Another much earlier failure, again at SSW, was not managing to deliver the tenth edition of the Scottish Sculpture Open. That should have opened in 1999 in early July. I had a number of meetings with SSW Board members and we discussed and or approached a couple of people to be guest artists (I remember Martin Puryear and John David Mooney). I remember writing to Puryear and sending him some images of Kildrummy Castle. He didn’t want to do it. The Sculpture Open had been done on a shoe string in the past and we had, with the ninth edition, tried to do it properly with at least some fees and production expenses. It has to be said that there were a few other things going on at the time, but essentially I definitely failed to keep the programme going.

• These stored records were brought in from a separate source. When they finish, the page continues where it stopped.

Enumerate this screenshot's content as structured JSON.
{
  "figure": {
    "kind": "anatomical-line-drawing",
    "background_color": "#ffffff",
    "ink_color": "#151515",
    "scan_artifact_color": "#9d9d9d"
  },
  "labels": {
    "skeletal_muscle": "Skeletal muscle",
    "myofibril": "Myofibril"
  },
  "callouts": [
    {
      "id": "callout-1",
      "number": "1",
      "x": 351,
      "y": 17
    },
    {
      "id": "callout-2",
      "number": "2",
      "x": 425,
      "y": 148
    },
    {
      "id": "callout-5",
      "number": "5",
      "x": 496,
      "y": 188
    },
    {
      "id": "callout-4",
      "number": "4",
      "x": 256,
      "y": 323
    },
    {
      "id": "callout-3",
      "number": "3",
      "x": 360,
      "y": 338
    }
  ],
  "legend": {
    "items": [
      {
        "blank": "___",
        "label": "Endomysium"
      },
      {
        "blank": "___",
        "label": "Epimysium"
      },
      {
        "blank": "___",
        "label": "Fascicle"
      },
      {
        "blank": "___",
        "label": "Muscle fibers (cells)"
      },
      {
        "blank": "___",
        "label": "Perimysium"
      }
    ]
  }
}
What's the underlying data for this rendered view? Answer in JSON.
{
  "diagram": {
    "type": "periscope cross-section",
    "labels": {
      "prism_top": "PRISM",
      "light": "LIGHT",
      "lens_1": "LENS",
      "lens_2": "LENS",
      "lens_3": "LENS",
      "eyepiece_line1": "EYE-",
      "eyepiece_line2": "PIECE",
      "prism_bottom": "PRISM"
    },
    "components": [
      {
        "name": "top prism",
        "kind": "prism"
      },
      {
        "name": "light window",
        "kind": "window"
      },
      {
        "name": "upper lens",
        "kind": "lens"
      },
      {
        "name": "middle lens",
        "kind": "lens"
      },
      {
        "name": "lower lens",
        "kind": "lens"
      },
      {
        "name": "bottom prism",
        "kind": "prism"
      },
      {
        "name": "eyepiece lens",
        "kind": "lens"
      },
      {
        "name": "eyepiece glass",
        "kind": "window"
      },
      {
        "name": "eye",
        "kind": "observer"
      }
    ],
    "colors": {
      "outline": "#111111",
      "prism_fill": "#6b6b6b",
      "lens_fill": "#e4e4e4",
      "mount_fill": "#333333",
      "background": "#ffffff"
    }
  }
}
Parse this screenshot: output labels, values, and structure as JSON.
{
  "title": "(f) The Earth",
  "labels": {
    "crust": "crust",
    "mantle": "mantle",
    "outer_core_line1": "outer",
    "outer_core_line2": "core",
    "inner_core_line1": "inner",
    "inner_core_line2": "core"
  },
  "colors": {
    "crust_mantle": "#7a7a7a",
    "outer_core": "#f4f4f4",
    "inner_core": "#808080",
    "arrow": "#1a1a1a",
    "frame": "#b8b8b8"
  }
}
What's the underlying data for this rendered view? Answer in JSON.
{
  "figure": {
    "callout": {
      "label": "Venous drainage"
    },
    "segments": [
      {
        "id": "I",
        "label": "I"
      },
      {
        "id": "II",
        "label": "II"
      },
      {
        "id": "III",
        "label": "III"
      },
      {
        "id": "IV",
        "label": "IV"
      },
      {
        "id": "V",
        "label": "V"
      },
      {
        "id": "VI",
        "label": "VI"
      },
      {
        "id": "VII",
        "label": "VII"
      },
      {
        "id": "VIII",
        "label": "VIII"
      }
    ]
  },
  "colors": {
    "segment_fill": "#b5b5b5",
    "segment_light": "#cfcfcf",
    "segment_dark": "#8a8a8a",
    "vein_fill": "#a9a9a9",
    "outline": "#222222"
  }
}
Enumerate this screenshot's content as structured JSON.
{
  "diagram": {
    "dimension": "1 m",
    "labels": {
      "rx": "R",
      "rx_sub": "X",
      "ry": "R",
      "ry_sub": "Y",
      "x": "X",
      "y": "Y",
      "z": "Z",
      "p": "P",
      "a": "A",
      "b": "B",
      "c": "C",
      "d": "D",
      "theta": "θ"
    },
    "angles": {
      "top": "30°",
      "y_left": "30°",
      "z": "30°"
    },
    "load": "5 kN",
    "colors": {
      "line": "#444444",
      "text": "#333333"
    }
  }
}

So why put examples of failure into my blog? Failure is something we don’t talk about enough. There is Beckett’s brilliant quote,

Ever tried.
Ever failed.
No matter.
Try Again.
Fail again.
Fail better.

Samuel Beckett

Failure is about taking risks. There seems to be a bigger and bigger gap between the public sector and the private sector in terms of risks. It is talked about a bit in terms of design and innovation – fail fast, fail frequently. On the other side the requirements in the public sector for clear identification of outputs, outcomes and risk assessments are all limiting the bureaucratic exposure to risk and pushing it onto individuals and organisations.

Working with staff at Gray’s School of Art on a research residency last year we discussed failure a lot. The staff highlighted how difficult it is to promote failure as an important way of working for art school students. All the staff were quite happy to talk about failure in their own practice. Most said that failure was a more common experience than success. No one had any problem talking about failure.

But they described the situation where students need to be prepared to make works that fail, but they are constantly worried about grading and being failed. How can you develop a practice that has a healthy relationship with failure if the structure you are working in constantly threatens you with failing the course?

Failure is about learning. By listing failures I am also listing things I have learnt from (or should have learnt from). Talking to Chris Hewson from Manchester School of Architecture, who’s doing research into multi-faith spaces, he said that the Planner on the research team is always wanting to visit spaces that don’t work, rather than the ones that are exemplary. He says you learn more. People can tell you exactly why spaces don’t work, but find it more difficult to explain why things do work.

There are some good books on failure:

Antebi, N., Dickey, C., Herbst, R. (Eds). (2007). Failure! Experiments in Aesthetics and Social Practices.  Los Angeles, CA : The Journal of Aesthetics and Protest Press.  http://www.journalofaestheticsandprotest.org/ accessed 26 November 2012.

Hope, S. (2011).  Participating the Wrong Way: Four Experiments by Sophie Hope.  London: Cultural Democracy Editions.  http://culturaldemocracyeditions.sophiehope.org.uk/ accessed 26 November 2012.

Le Feuvre, L. (ed).  (2010).  Failure (Documents of Contemporary Art).  London: Whitechapel Art Gallery.